Doctor, you say there are no haloes
around the streetlights in Paris
and what I see is an aberration
caused by old age, an affliction.
I tell you it has taken me all my life
to arrive at the vision of gas lamps as angels,
to soften and blur and finally banish
the edges you regret I don’t see,
to learn that the line I called the horizon
does not exist and sky and water,
so long apart, are the same state of being.
Fifty-four years before I could see
Rouen cathedral is built
of parallel shafts of sun,
and now you want to restore
my youthful errors: fixed
notions of top and bottom,
the illusion of three-dimensional space,
wisteria separate
from the bridge it covers.
What can I say to convince you
the Houses of Parliament dissolve
night after night to become
the fluid dream of the Thames?
I will not return to a universe
of objects that don’t know each other,
as if islands were not the lost children
of one great continent. The world
is flux, and light becomes what it touches,
becomes water, lilies on water,
above and below water,
becomes lilac and mauve and yellow
and white and cerulean lamps,
small fists passing sunlight
so quickly to one another
that it would take long, streaming hair
inside my brush to catch it.
To paint the speed of light!
Our weighted shapes, these verticals,
burn to mix with air
and changes our bones, skin, clothes
to gases. Doctor,
if only you could see
how heaven pulls earth into its arms
and how infinitely the heart expands
to claim this world, blue vapor without end.
- Lisel Mueller
A student performed this poem this week in our classroom Poetry Out Loud competition and blew us all away. I hope you too can feel the evanescent beauty in the glide and shift of Mueller's concrete yet also impressionistic imagining of this conversation between an artistic and a more concrete worldview.
Which poems captured your fancy this week? Share them with us in the comments (or link to your poem-related blogpost).
MFB,
L
5 comments:
This is beautiful -- I love it! Thank you for sharing.
have always loved this poem. here's one for you
Hitodama (Human Soul)
Fetch candle. Death fire. Falling star.
Ignis fatuus. Will O' the wisp. wraith.
Sea spirit. Doppelgänger. Friar's lantern.
soft phosphorescence on the water.
When a soul fails to cross the thin gap
into death, one foot stuck fast in the body
of a man, this blue-white ball of flame
trails over the spit swamp like a trick,
its tail a silhouette of the dead's face.
Do not stare out onto the wet darkness.
Bottle your eyes, blow out the candle.
Forget your instincts, follow your map.
For to see the hitodama is an omen:
you will lose your soul forever in the fen.
Aiko Harman
http://parrishlantern.blogspot.com/2012/01/best-british-poetry-2011.html
LL - Glad you enjoyed it as much as I do.
PL - You too! And your poem's dark beauty lit my memories' darker corners... Is that a modern poet? Time to look up the name...
Yes it came from the book I Linked to in my first comment, the Hitodama is http://en.m.wikipedia.org/wiki/Hitodama
Thanks, P. I explored the poet's website too: Interesting young woman with a passion for books as well as poetry!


**Task prompt:**
Restate the data below word for word, and let no image into your version.

**Exercise inputs:**
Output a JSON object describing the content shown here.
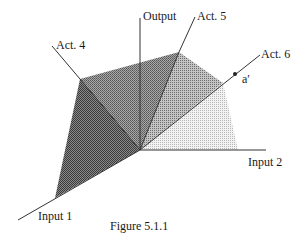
{
  "figure": {
    "caption": "Figure 5.1.1",
    "axes": {
      "input1": "Input 1",
      "input2": "Input 2",
      "output": "Output"
    },
    "activities": {
      "act4": "Act. 4",
      "act5": "Act. 5",
      "act6": "Act. 6"
    },
    "point_label": "a′",
    "colors": {
      "darkest": "#5a5a5a",
      "dark": "#7a7a7a",
      "medium": "#959595",
      "light": "#dcdcdc",
      "line": "#333333"
    }
  }
}
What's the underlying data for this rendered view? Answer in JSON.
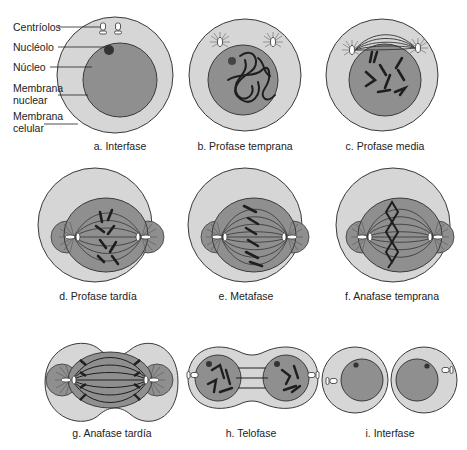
{
  "colors": {
    "cytoplasm": "#d6d6d6",
    "nucleus": "#8f8f8f",
    "outline": "#3a3a3a",
    "chromosome": "#1e1e1e",
    "background": "#ffffff"
  },
  "parts": {
    "centriolos": "Centríolos",
    "nucleolo": "Nucléolo",
    "nucleo": "Núcleo",
    "membrana_nuclear_1": "Membrana",
    "membrana_nuclear_2": "nuclear",
    "membrana_celular_1": "Membrana",
    "membrana_celular_2": "celular"
  },
  "stages": [
    {
      "id": "a",
      "label": "a. Interfase"
    },
    {
      "id": "b",
      "label": "b. Profase temprana"
    },
    {
      "id": "c",
      "label": "c. Profase media"
    },
    {
      "id": "d",
      "label": "d. Profase tardía"
    },
    {
      "id": "e",
      "label": "e. Metafase"
    },
    {
      "id": "f",
      "label": "f. Anafase temprana"
    },
    {
      "id": "g",
      "label": "g. Anafase tardía"
    },
    {
      "id": "h",
      "label": "h. Telofase"
    },
    {
      "id": "i",
      "label": "i. Interfase"
    }
  ]
}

**Exercise result:**
Output a JSON object describing the content shown here.
{
  "figure": {
    "caption": "Figure 5.1.1",
    "axes": {
      "input1": "Input 1",
      "input2": "Input 2",
      "output": "Output"
    },
    "activities": {
      "act4": "Act. 4",
      "act5": "Act. 5",
      "act6": "Act. 6"
    },
    "point_label": "a′",
    "colors": {
      "darkest": "#5a5a5a",
      "dark": "#7a7a7a",
      "medium": "#959595",
      "light": "#dcdcdc",
      "line": "#333333"
    }
  }
}
What's the underlying data for this rendered view? Answer in JSON.
{
  "colors": {
    "cytoplasm": "#d6d6d6",
    "nucleus": "#8f8f8f",
    "outline": "#3a3a3a",
    "chromosome": "#1e1e1e",
    "background": "#ffffff"
  },
  "parts": {
    "centriolos": "Centríolos",
    "nucleolo": "Nucléolo",
    "nucleo": "Núcleo",
    "membrana_nuclear_1": "Membrana",
    "membrana_nuclear_2": "nuclear",
    "membrana_celular_1": "Membrana",
    "membrana_celular_2": "celular"
  },
  "stages": [
    {
      "id": "a",
      "label": "a. Interfase"
    },
    {
      "id": "b",
      "label": "b. Profase temprana"
    },
    {
      "id": "c",
      "label": "c. Profase media"
    },
    {
      "id": "d",
      "label": "d. Profase tardía"
    },
    {
      "id": "e",
      "label": "e. Metafase"
    },
    {
      "id": "f",
      "label": "f. Anafase temprana"
    },
    {
      "id": "g",
      "label": "g. Anafase tardía"
    },
    {
      "id": "h",
      "label": "h. Telofase"
    },
    {
      "id": "i",
      "label": "i. Interfase"
    }
  ]
}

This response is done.